Sophomore Troy Bedik was turned on to religion when she got to campus and became more engaged in her Jewish identity. The daughter of Jewish Israeli citizens, Bedik was always involved with the cultural aspect of Judaism but not as much with the religious observance of it.

"Family dinner wasn't meat and potatoes. It was falafel and pita," she said. "I always felt really connected to the ethnic side of being Jewish, but I didn't understand the religious side."

In Connecticut, where Bedik spent most of her childhood, her family belonged to the Kehilat Chaverim congregation, which describes itself as a non-traditional organization and holds its clergy-less Sabbath services in a Quaker meeting house.

In college, Bedik was introduced to a more traditional form of religious practice.

"I always thought that when I got to college, I would explore my [religious] options," Bedik said. "I went to Hillel and I didn't find it that enticing. Then I met my friend, Eddie, and he told me to come to Chabad and I felt like something really sparked. Judaism is about family for me, and when I go to Chabad I get that familial feeling, so I started going to Shabbat more and learning more."

While changing faiths may feel like the right path, the religious coming-out process is not always an easy one, especially for those with devout families.

Olszewski's family members were both skeptical and surprised when she sat them down and announced her new religious beliefs. "My dad told me that he either thought I was going to tell him I was gay or that I was pregnant," she said. "My sister still thinks it's kind of weird; my mother kind of believes that religion does damage in the world. We don't really talk about it, and I regret that."

That said, her family and friends did eventually become more understanding of her conversion. "My dad really responded well and even went to a [Bahá'í] devotional gathering with me," she said.

When it comes to her friends at Tufts, Olszewski worries that religion and intellect are contradictory in the minds of many students.

"There's this idea that being a person of faith is separate from being intellectual — that it's sort of used by people who are weak. We can talk about drugs, sex, political views; but when it comes to personal religions, people aren't crazy about talking about it," she said.
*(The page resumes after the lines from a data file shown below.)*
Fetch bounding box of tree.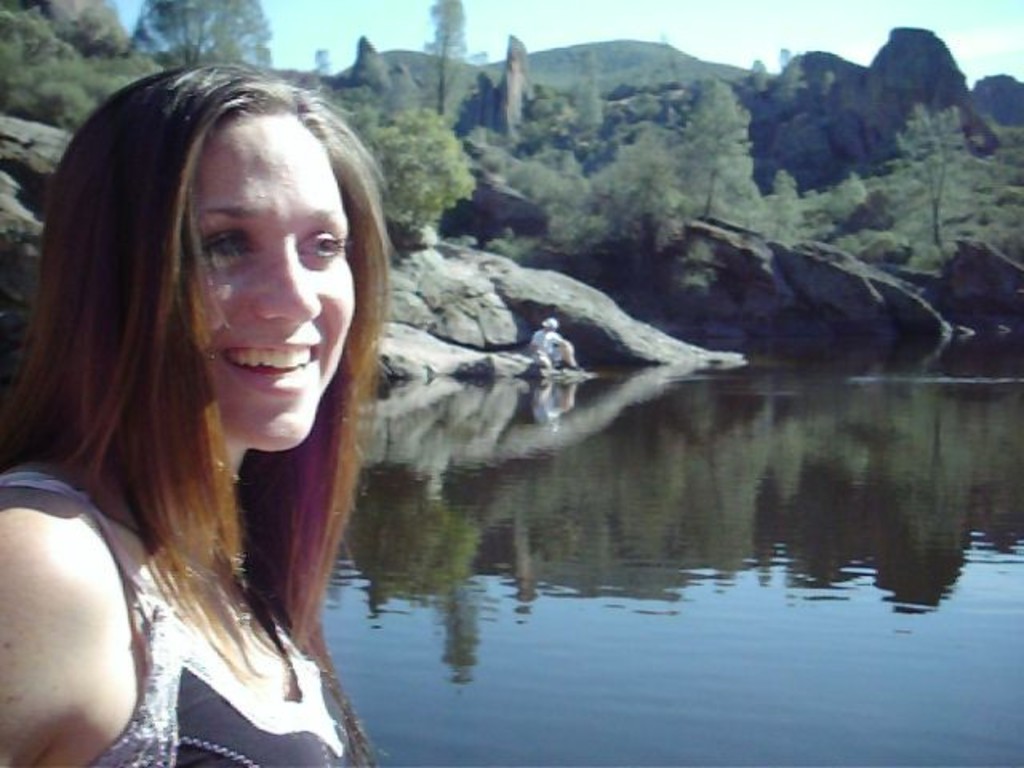
Bbox: (x1=747, y1=54, x2=771, y2=96).
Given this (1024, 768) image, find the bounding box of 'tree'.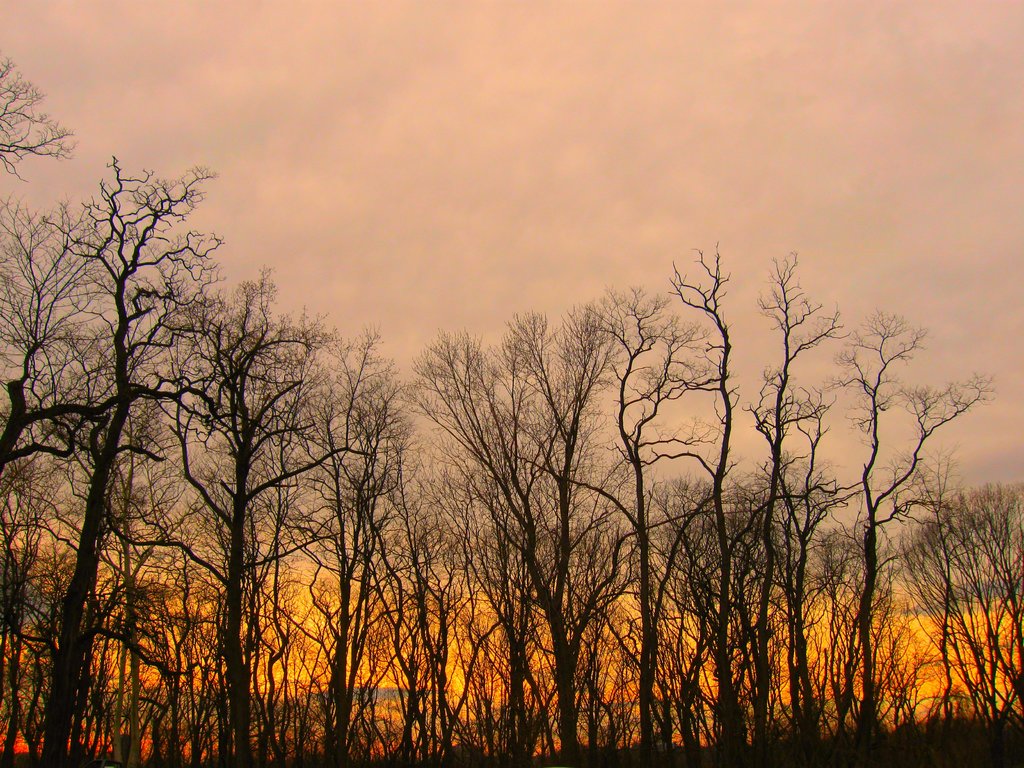
<region>511, 287, 728, 767</region>.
"But at the same time, my friends are intrigued by [my religion]," she continued "It's become a sort of joke. My roommate will say things like, ‘How's God?' Some of them want to know more about it and they are close enough to know that I'm not someone who got sucked in by a cult or who takes things lightly," she said.

Kaytrosh has seen nothing but conviviality from the Jewish community at Tufts, though some of his friends do not completely understand his motivations.

"As a community, Hillel has been extremely welcoming," he said. "At Tufts, people have gotten a chance to see what this conversion has done for me, but I don't think a lot of them get that it's a spiritual thing and not just a community thing."

And the reactions he has seen from friends and family back home have been largely the same.

"My leaving the Catholic faith was not a big deal for anyone, because I'm gay and it was kind of to be expected. There were a lot of questions of why Judaism though. A lot of my friends from home still don't get it but there's not a lot of discomfort," Kaytrosh said.

"My parents are happy that I've found something that motivated me. It doesn't matter to them that it's religion," Bedik said of her family's response. "Religion has helped me get through college the way I don't think other things could."

At Tufts in particular, there are several organizations that aim to motivate religious discussion on campus, including Pathways — Tufts' Interfaith Initiative — and Conversation, Action, Faith and Education (CAFE) — its student-run descendent.

"I know a lot of people who have not necessarily converted but have really become a lot more open-minded to the concept of religion since they've gotten to campus," sophomore religion major and CAFE member Danna Solomon said. "It exposes you to a different atmosphere. It allows you to see things past the homogenous bubble you grew up in."